Sunday, July 19, 2015

A water main installed in 1857 breaks in Vermont, a wildfire sets cars ablaze on a California highway...and Congress threatens to shut down the government


(In the two-minute video above we see cars on fire on Interstate 15 in California, on Friday, July 17.)

On Friday, July 17, a wildfire set cars ablaze on Interstate 15 in California. Dry vegetation helped the wildfire spread quickly.

Yesterday, July 18, a water main that was installed before the Civil War broke in Rutland, Vermont, causing traffic problems and threatening water service to area homes. Work crews had difficulty fixing the water main because the valves were so old they couldn't completely shut the water off.

During the New Deal, work programs like the WPA and the CCC built thousands of miles of firebreaks, removed dry and dead vegetation from hundreds of thousands of acres, and installed new water lines all over the nation.

Today, many of our policymakers have a different approach to problems. For example, Republican and Tea Party politicians want to cut federal funding for wildfire response by $1 billion and they want to cut funding for water infrastructure by $479 million. The fact that wildfires are getting worse in many areas, and the fact that there are a quarter of a million water main breaks all over the nation, every single year, means nothing to them. And if they don't get these and other cuts, it may lead to a government shutdown ("13 reasons the government could shut down again this fall," Time, July 15, 2015).

Why do Republicans and Tea Partiers want these cuts? Because they want to give millionaires and billionaires more tax cuts, e.g., eliminating the estate tax (which only affects the wealthiest of the wealthy), and because they want more money for military adventures overseas - the hundreds of billions already wasted in Iraq notwithstanding.

And so this is what happens when (a) you live in a plutocracy, and (b) your nation forgets its history.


Produce a verbatim transcription of the records below, beginning at the line containing "Given this 1024" and ending at the final line; include only those lines.

Data for processing section start

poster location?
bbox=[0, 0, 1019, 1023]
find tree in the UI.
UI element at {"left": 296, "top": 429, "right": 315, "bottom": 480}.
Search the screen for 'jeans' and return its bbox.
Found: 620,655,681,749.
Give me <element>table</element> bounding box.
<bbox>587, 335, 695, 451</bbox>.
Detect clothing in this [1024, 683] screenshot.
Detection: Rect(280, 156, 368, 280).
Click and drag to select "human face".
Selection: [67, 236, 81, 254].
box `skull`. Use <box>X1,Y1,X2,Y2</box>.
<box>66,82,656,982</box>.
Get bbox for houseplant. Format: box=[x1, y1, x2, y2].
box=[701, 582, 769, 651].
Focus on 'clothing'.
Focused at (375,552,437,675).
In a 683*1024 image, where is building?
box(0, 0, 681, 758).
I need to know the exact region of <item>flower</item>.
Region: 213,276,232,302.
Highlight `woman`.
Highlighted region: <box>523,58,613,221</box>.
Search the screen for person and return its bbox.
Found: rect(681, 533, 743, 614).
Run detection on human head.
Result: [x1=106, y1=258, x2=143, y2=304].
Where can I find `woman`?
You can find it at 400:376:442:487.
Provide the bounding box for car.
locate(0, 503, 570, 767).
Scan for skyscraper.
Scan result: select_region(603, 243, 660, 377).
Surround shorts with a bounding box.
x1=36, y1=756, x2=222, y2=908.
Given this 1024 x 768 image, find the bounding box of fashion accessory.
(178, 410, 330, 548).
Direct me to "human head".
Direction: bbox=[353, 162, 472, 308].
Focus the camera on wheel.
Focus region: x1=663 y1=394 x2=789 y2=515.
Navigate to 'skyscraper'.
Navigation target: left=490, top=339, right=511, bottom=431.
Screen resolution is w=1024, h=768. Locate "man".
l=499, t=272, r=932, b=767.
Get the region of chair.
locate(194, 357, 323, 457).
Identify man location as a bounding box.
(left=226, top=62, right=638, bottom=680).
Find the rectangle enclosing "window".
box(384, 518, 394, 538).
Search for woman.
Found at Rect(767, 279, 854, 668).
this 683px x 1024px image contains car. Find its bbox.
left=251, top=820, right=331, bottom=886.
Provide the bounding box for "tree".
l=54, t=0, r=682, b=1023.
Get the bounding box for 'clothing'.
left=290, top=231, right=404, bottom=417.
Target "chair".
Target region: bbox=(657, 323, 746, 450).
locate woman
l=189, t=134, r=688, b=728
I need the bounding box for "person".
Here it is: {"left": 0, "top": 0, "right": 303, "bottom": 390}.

Data for processing section end

Response to this task
Given this 1024 x 768 image, find the bounding box of fashion accessory.
(178, 410, 330, 548).
Direct me to "human head".
Direction: bbox=[353, 162, 472, 308].
Focus the camera on wheel.
Focus region: x1=663 y1=394 x2=789 y2=515.
Navigate to 'skyscraper'.
Navigation target: left=490, top=339, right=511, bottom=431.
Screen resolution is w=1024, h=768. Locate "man".
l=499, t=272, r=932, b=767.
Get the region of chair.
locate(194, 357, 323, 457).
Identify man location as a bounding box.
(left=226, top=62, right=638, bottom=680).
Find the rectangle enclosing "window".
box(384, 518, 394, 538).
Search for woman.
Found at Rect(767, 279, 854, 668).
this 683px x 1024px image contains car. Find its bbox.
left=251, top=820, right=331, bottom=886.
Provide the bounding box for "tree".
l=54, t=0, r=682, b=1023.
Get the bounding box for 'clothing'.
left=290, top=231, right=404, bottom=417.
Target "chair".
Target region: bbox=(657, 323, 746, 450).
locate woman
l=189, t=134, r=688, b=728
I need the bounding box for "person".
Here it is: {"left": 0, "top": 0, "right": 303, "bottom": 390}.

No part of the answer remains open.